A week or so ago, my winter charcoal stocks having finally been depleted in our thus far inglorious so-called summer,  I was out buying some new supplies. I was quite excited to see something new on the market this year: Weber charcoal briquettes. Since Weber knows everything there is to know about charcoal barbecues, presumably they also know a lot about briquettes. They claimed to burn hotter and longer than regular briquettes. Maybe these would prove to be a reasonable substitute for Kingsford briquettes. Maybe these would not emit such plumes of noxious fumes. I bought two 7Kg bags and prepared to hickory smoke a turkey (only a 10 pounder) for some friends.

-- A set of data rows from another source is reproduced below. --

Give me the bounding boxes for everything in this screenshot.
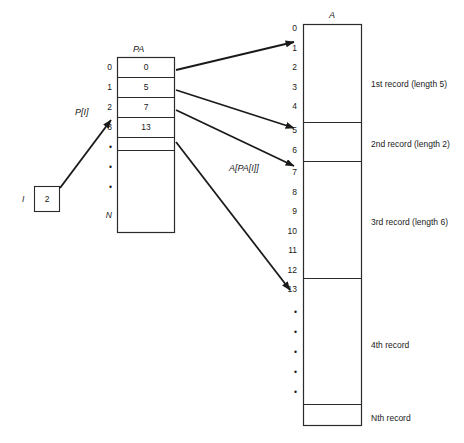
deref-arrow-0 — [176, 42, 294, 70]
variable-i-value: 2 — [34, 195, 60, 204]
pa-array-title: PA — [133, 45, 144, 54]
pa-cell-value-3: 13 — [117, 123, 175, 132]
a-index-10: 10 — [281, 227, 297, 236]
a-index-6: 6 — [281, 146, 297, 155]
a-record-label-2: 2nd record (length 2) — [371, 140, 450, 149]
a-index-9: 9 — [281, 207, 297, 216]
pa-index-dot: • — [100, 183, 112, 192]
a-index-8: 8 — [281, 188, 297, 197]
deref-arrow-7 — [176, 110, 294, 166]
pa-cell-value-2: 7 — [117, 103, 175, 112]
a-index-3: 3 — [281, 83, 297, 92]
a-index-1: 1 — [281, 44, 297, 53]
a-index-7: 7 — [281, 168, 297, 177]
pa-cell-value-0: 0 — [117, 63, 175, 72]
deref-arrow-5 — [176, 90, 294, 128]
a-record-label-3: 3rd record (length 6) — [371, 218, 448, 227]
variable-i-label: I — [22, 195, 24, 204]
a-index-2: 2 — [281, 63, 297, 72]
pa-index-dot: • — [100, 143, 112, 152]
a-record-label-4: 4th record — [371, 341, 409, 350]
a-array-box — [304, 25, 362, 426]
deref-label-a-of-pa-of-i: A[PA[I]] — [229, 164, 259, 173]
pa-index-0: 0 — [100, 63, 112, 72]
pa-index-n: N — [100, 211, 112, 220]
a-index-dot: • — [281, 368, 297, 377]
pa-cell-value-1: 5 — [117, 83, 175, 92]
pointer-label-p-of-i: P[I] — [75, 108, 89, 117]
pa-index-dot: • — [100, 163, 112, 172]
a-index-dot: • — [281, 348, 297, 357]
a-record-label-1: 1st record (length 5) — [371, 80, 447, 89]
a-index-12: 12 — [281, 266, 297, 275]
a-index-13: 13 — [281, 285, 297, 294]
a-index-0: 0 — [281, 24, 297, 33]
pa-index-2: 2 — [100, 103, 112, 112]
a-index-dot: • — [281, 388, 297, 397]
pointer-array-diagram: PA 0 1 2 3 • • • N 0 5 7 13 I 2 P[I] A[P… — [0, 0, 464, 443]
a-index-4: 4 — [281, 102, 297, 111]
pa-index-1: 1 — [100, 83, 112, 92]
a-index-5: 5 — [281, 126, 297, 135]
a-index-dot: • — [281, 308, 297, 317]
a-index-11: 11 — [281, 246, 297, 255]
a-array-title: A — [329, 11, 335, 20]
a-index-dot: • — [281, 328, 297, 337]
a-record-label-n: Nth record — [371, 414, 411, 423]
pa-index-3: 3 — [100, 123, 112, 132]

When the day came to bronze the bird, I threw two fire lighters (a lazy but trusted technique) into my charcoal chimney along with my new Weber briquettes and lit up. For some reason, I also shut the air vents, as recommended by my hand-importer of Kingsford, even though I usually leave them open.  A little smoke began to drift upwards so I went to make other preparations as it burned up. 15 minutes or so later Carol spotted that there were, indeed, very few fumes being emitted from the Weber briquettes. Regrettably, there also seemed to be very little in the way of heat being emitted from the Weber briquettes. Yes, they had failed to light. In 20 years of barbecuing, I had never before suffered an ignition failure. Panic! Reload with the old, trusted noxious fumes generating briquettes and start again. Better and, after a couple of hours, a beautifully-bronzed hickory-smoked 10lb turkey.

I tried the Weber briquettes again yesterday. No guests this time, just a modestly sized chicken for myself and Carol. I also took the precaution of using three lighting cubes and reverted to my normal technique of opening the air vents to get a good draw. Smoke began to drift up. After about 10 minutes the smoke died down. The heat also died down. My second ignition failure in 20 years. This stuff certainly doesn’t emit nasty fumes. It doesn’t emit anything.

I decanted the Weber briquettes, half-filled the chimney with noxious-fume generators and topped off with the recalcitrant Weber stuff. Finally, success! The regular smelly briquettes fired up readily and seemed to generate sufficient heat for long enough to force the Weber briquettes to burn.

I’ve no idea how one is expected to light these blasted Weber briquettes without other charcoal. I think a blow-torch or tactical thermonuclear device would be needed. Very disappointing!